Personal Mobile Cloud Computing Affordances for Higher Education: One Example in South Africa

Personal Mobile Cloud Computing Affordances for Higher Education: One Example in South Africa

Chaka Chaka
Copyright: © 2015 |Pages: 25
DOI: 10.4018/978-1-4666-8339-6.ch004
OnDemand:
(Individual Chapters)
Available
$37.50
No Current Special Offers
TOTAL SAVINGS: $37.50

Abstract

Within the cloud computing ecosystem and its different permutations, there exists personal mobile cloud computing. The latter has not been covered and investigated much in relation to its affordances for higher education (HE), especially in South Africa. Thus, this chapter argues that personal mobile cloud computing can offer HE significant educational affordances in the form of cloud computing value chain. It does so by providing one South African example entailing a two-project study in the HE sector in which the cloud affordances of Twitter and Facebook were leveraged for educational purposes. Regarding Twitter, one of its affordances is that it was exploited as a cloud based virtual blackboard for a course content, thereby facilitating micro-teaching and micro-learning. Concerning Facebook, one of its affordances is that it served as a cloud based mobile computing environment in which a course-specific writing process was mounted by the instructor and participants. A collective affordance for both Twitter and Facebook was both consumerization and BYOD approaches to teaching and learning.
Chapter Preview
Top

Introduction

Cloud computing comprises an evolving ecosystem that is exponentially gaining traction in the computing ecosphere. Within this cloud computing ecosystem and its different strata, there exist both enterprise and personal cloud computing. The emerging upshot of the latter, especially among consumers, is a personal mobile cloud computing permutation. Driven largely by both major Internet corporates that provide consumer cloud computing services (e.g., Google Apps, Dropbox, SkyDrive, (see Lin, Wen, Jou, & Wu, 2013), iCloud, iTunes and YouTube) and social networking sites (e.g., Facebook and Twitter), and enabled particularly by consumerization and the practice of bring your own device (BYOD), personal mobile cloud computing seems to have convenient affordances to offer to higher education institutions (HEIs). Much work about the use of cloud computing in the higher education (HE) sector has been reported in some places, especially, in both the United States and the United Kingdom (Katz, Goldstein & Yanosky, 2010; Mircea & Andreescu, 2011). However, in other places such as South Africa, that is not the case. This does not necessarily imply that there is no cloud computing deployment and adoption in the HE sector in South Africa, but that there is not much documented and reported research work on the use of this variant of computing in this sector. This is even more so pertaining to the deployment of personal mobile cloud computing in the HE sector.
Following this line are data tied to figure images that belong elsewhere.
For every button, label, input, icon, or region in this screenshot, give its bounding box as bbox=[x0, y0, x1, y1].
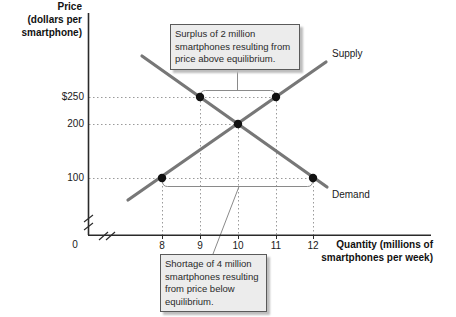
point-supply-8-100 bbox=[158, 174, 166, 182]
shortage-callout: Shortage of 4 million smartphones result… bbox=[160, 254, 267, 312]
supply-curve-label: Supply bbox=[332, 48, 363, 59]
x-axis-title-line2: smartphones per week) bbox=[296, 251, 433, 264]
x-tick-12: 12 bbox=[301, 240, 325, 251]
y-axis-title-line1: Price bbox=[0, 0, 82, 13]
y-axis-title: Price (dollars per smartphone) bbox=[0, 0, 82, 39]
y-tick-200: 200 bbox=[24, 118, 84, 129]
y-tick-100: 100 bbox=[24, 172, 84, 183]
y-tick-250: $250 bbox=[24, 91, 84, 102]
x-tick-11: 11 bbox=[264, 240, 288, 251]
x-tick-10: 10 bbox=[226, 240, 250, 251]
demand-curve bbox=[142, 56, 327, 187]
point-demand-12-100 bbox=[309, 174, 317, 182]
point-equilibrium-10-200 bbox=[234, 120, 242, 128]
supply-demand-chart: Price (dollars per smartphone) Quantity … bbox=[0, 0, 456, 317]
demand-curve-label: Demand bbox=[332, 189, 370, 200]
surplus-brace bbox=[201, 91, 276, 96]
y-axis-title-line2: (dollars per bbox=[0, 13, 82, 26]
x-tick-8: 8 bbox=[150, 240, 174, 251]
guide-lines bbox=[89, 97, 314, 235]
y-axis-title-line3: smartphone) bbox=[0, 26, 82, 39]
x-tick-9: 9 bbox=[188, 240, 212, 251]
point-demand-9-250 bbox=[196, 93, 204, 101]
supply-curve bbox=[128, 62, 326, 200]
surplus-callout: Surplus of 2 million smartphones resulti… bbox=[170, 24, 300, 70]
data-points bbox=[158, 93, 317, 182]
point-supply-11-250 bbox=[272, 93, 280, 101]
x-tick-0: 0 bbox=[63, 239, 87, 250]
shortage-brace bbox=[163, 181, 313, 187]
At the core of personal mobile cloud computing are, this chapter contends, disruptive twin trends: consumerization and BYOD. In this regard, HEIs that are willing to both cloud compute their academic services and operations and virtualize their information technology (IT) architectures stand a chance of leveraging affordances offered by this computing permutation, thereby assigning themselves the role of being game changers in the increasingly competitive and often cash-strapped HE sector. Against this backdrop, this chapter argues that personal mobile cloud computing can offer HE significant affordances in the overall academic cloud computing value chain. It does so by providing one South African example in the HE sector in which the cloud affordances of Facebook and Twitter were leveraged for educational purposes through an instructor’s and participants’ mobile phone handsets. In terms of its structure, the chapter, first, provides an overview of personal mobile cloud computing and mounts a relevant literature review. Second, it outlines a framework within which its main argument is located. Third, it presents a South African instance of the use of personal mobile cloud computing for educational purposes in one HE institution. Fourth, the chapter presents the findings of this instance and outlines the limitations of this instance, while mapping out future research directions pertaining to personal mobile cloud computing within the HE sector.